Irelandboinc.com

 
  • Increase font size
  • Default font size
  • Decrease font size
Home BOINC Projects ClimatePrediction.net

ClimatePrediction.net

User Rating: / 7
PoorBest 
AddThis Social Bookmark Button

ClimatePredication.net

Climateprediction.net is the largest experiment to try and produce a forecast of the climate in the 21st century.To do this, we need people around the world to give us time on their computers - time when they have their computers switched on, but are not using them to their full capacity.

ClimatePrediction.net project URL; http://climateprediction.net/

About ClimatePrediction.net

Climate
Prediction
Homepage
Getting started
Download BOINC
Download BOINC
Create account
Create account
Get help
Participants
Your account
Community
Participant profiles
Statistics
Top participants
Information
Server status

Climate change effecting our polar ice capsClimate change, and our response to it, are issues of global importance, affecting food production, water resources, ecosystems, energy demand, insurance costs and much more. There is a broad scientific consensus that the Earth will probably warm over the coming century, climateprediction.net should, for the first time, tell us what is most likely to happen.

The aim of climateprediction.net is to investigate the approximations that have to be made in state-of-the-art climate models. By running the model thousands of times (a 'large ensemble') we hope to find out how the model responds to slight tweaks to these approximations - slight enough to not make the approximations any less realistic. This will allow us to improve our understanding of how sensitive our models are to small changes and also to things like changes in carbon dioxide and the sulphur cycle.

Climate models run on your computer. Each model will have slight variationsThis will allow us to explore how climate may change in the next century under a wide range of different scenarios. In the past, estimates of climate change have had to be made using one or, at best, a very small ensemble (tens rather than thousands!) of model runs. By using your computers, we will be able to improve our understanding of, and confidence in, climate change predictions more than would ever be possible using the supercomputers currently available to scientists.

The climateprediction.net experiment should help to "improve methods to quantify uncertainties of climate projections and scenarios, including long-term ensemble simulations using complex models", identified by the Intergovernmental Panel on Climate Change (IPCC) in 2001 as a high priority. Hopefully, the experiment will give decision makers a better scientific basis for addressing one of the biggest potential global problems of the 21st century.

Introduction to Climate Models

What is a climate model? Climate models are numerical representations of various parts of the Earth's climate system. There are two ways of looking at this. In some respects, scientists are trying to reduce the complex behaviour of the climate down to a set of mathematical equations, in the hope that they can then begin to understand the processes that are going on. This is true especially of fairly simple models. In the case of state of the art General Circulation Models/ Global Climate Models (GCMs) such as the one used in the climateprediction.net experiment, it is more a case of trying to represent everything, even if things then get so complicated that we can't always understand what's going on. The equations are tweaked, within reasonable boundaries, so that the model does as well as possible at producing past and current climates (compared to archived observations). It can then be used to try to predict what the climate is going to do in the future.

The climateprediction.net graphics use the simplest, Cylindrical Equidistant, projection.

GCMs try to simulate as much as possible about the climate system: the incoming and outgoing radiation, the way the air moves, the way clouds form and precipitation falls, the way the ice sheets grow or shrink, etc. They are frequently (as in the model we use) coupled to a representation of the ocean. They may take into account how the vegetation on the Earth's surface changes. Critically, they try to calculate how all these different parts of the climate system interact, and how the feedback processes work.

This is why the "best" estimates of future climate come from general circulation models, rather than simplified models.

Video about the ClimatePrediction.net experiment

The documentary of the BBC Climate Change experiment results (hosted by climateprediction.net); presented by Sir David Attenborough.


What is being asked →
Write out the data word for word and omit every picture.

Stored data
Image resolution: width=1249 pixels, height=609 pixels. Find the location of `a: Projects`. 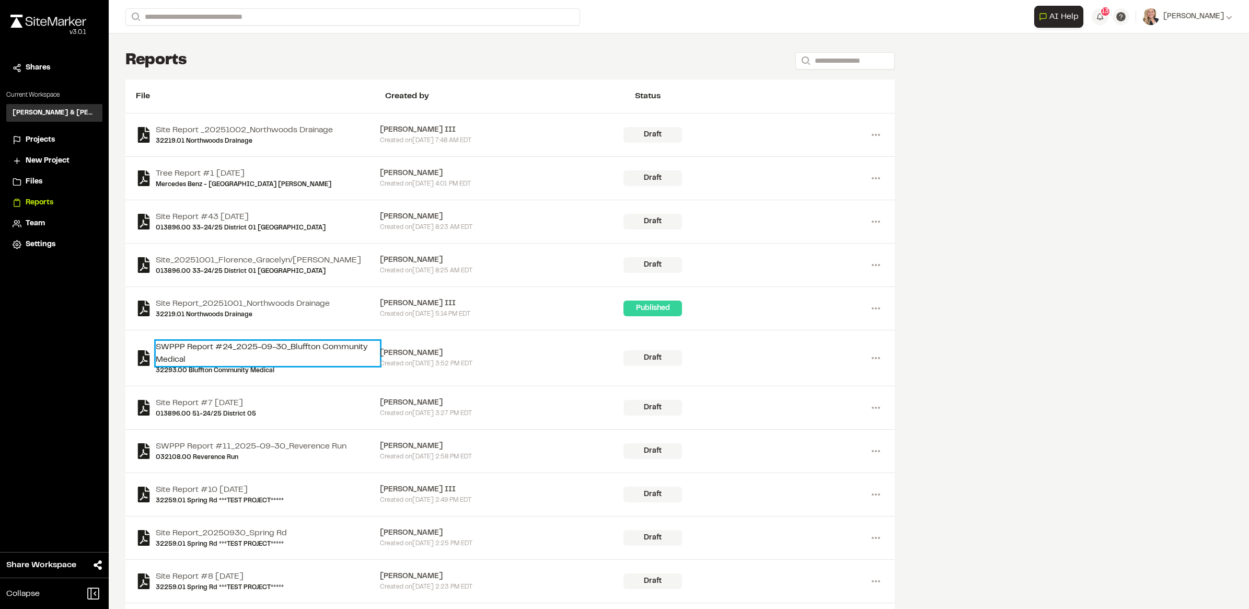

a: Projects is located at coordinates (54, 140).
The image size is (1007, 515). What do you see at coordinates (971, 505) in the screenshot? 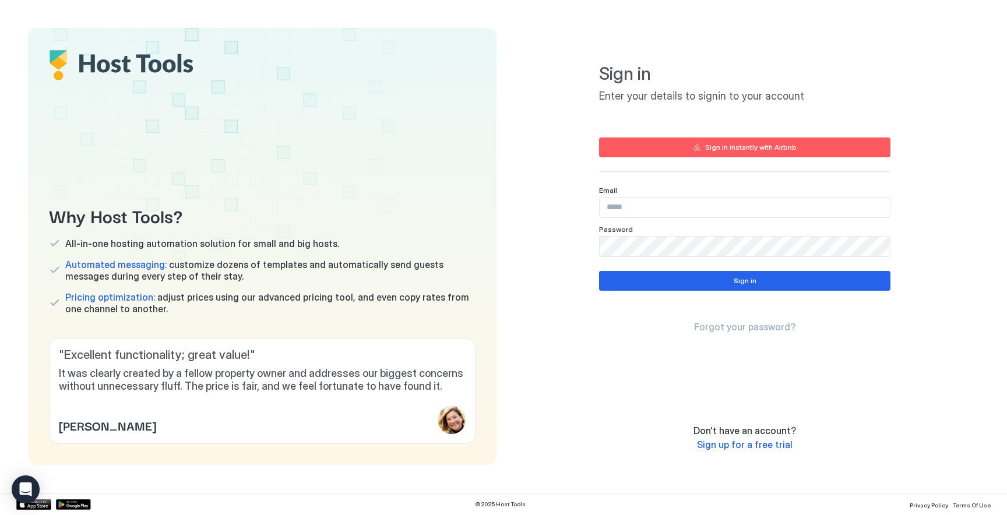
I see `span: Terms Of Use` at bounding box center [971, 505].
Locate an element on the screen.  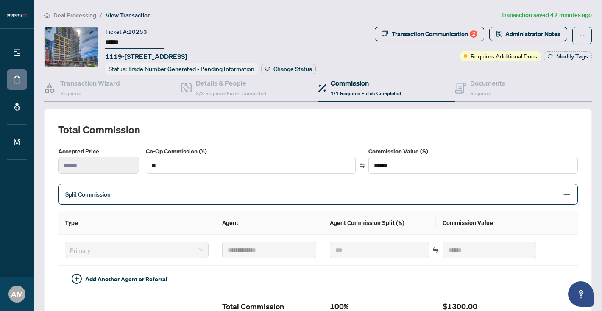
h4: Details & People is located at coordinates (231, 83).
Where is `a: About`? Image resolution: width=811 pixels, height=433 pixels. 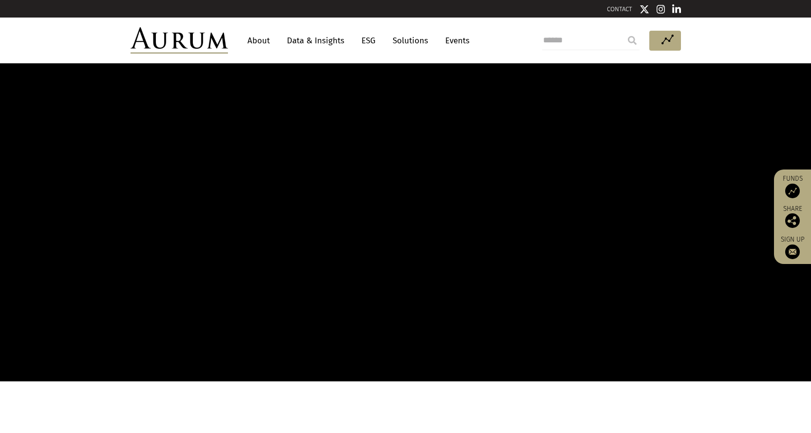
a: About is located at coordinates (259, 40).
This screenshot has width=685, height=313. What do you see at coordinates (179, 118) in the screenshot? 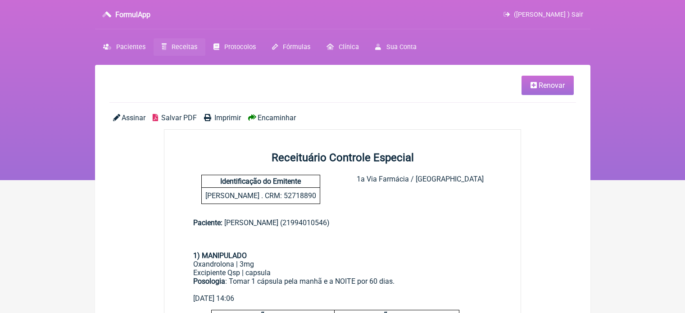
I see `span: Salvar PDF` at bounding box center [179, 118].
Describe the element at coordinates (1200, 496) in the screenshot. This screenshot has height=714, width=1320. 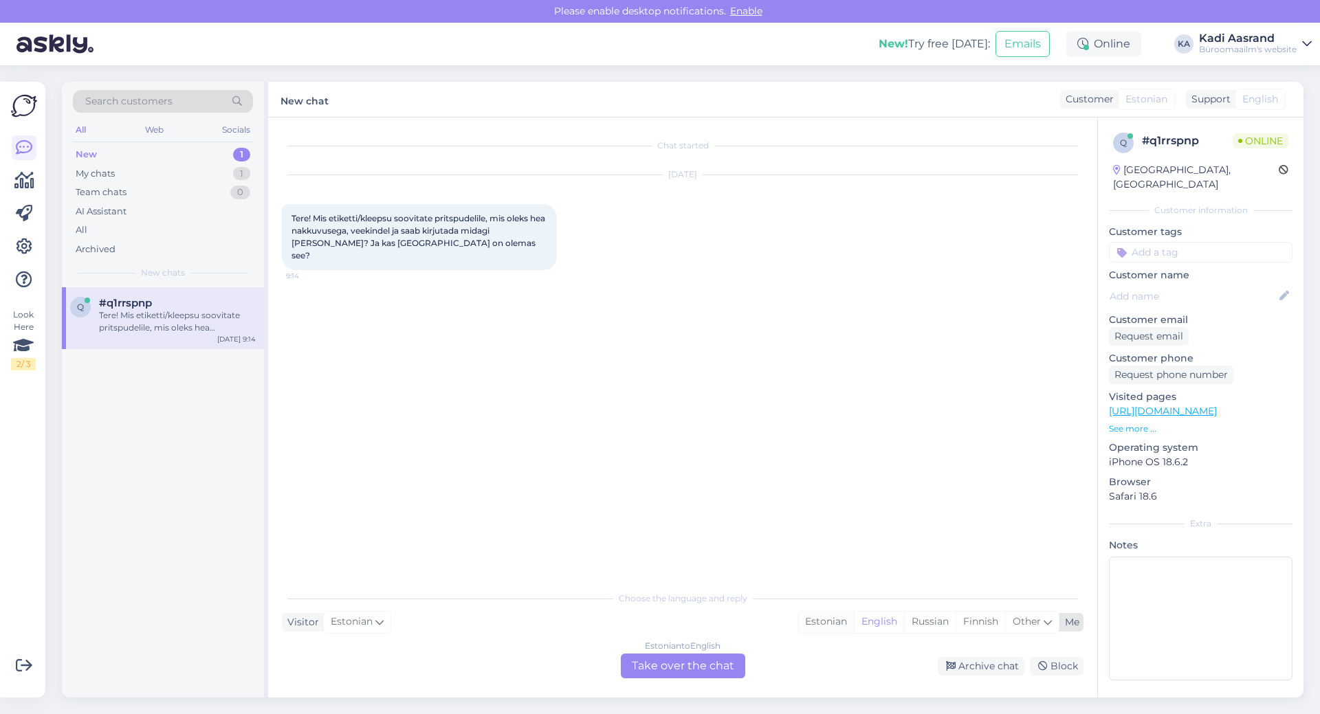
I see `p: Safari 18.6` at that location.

Exercise answer →
Image resolution: width=1249 pixels, height=609 pixels. Find the location of `a: Projects`. 

a: Projects is located at coordinates (54, 140).
The image size is (1007, 515). What do you see at coordinates (971, 505) in the screenshot? 
I see `span: Terms Of Use` at bounding box center [971, 505].
Locate an element on the screen.  
h4: Details & People is located at coordinates (231, 83).
Where is `a: About`? Image resolution: width=811 pixels, height=433 pixels. 
a: About is located at coordinates (259, 40).
This screenshot has width=685, height=313. What do you see at coordinates (179, 118) in the screenshot? 
I see `span: Salvar PDF` at bounding box center [179, 118].
Describe the element at coordinates (1200, 496) in the screenshot. This screenshot has height=714, width=1320. 
I see `p: Safari 18.6` at that location.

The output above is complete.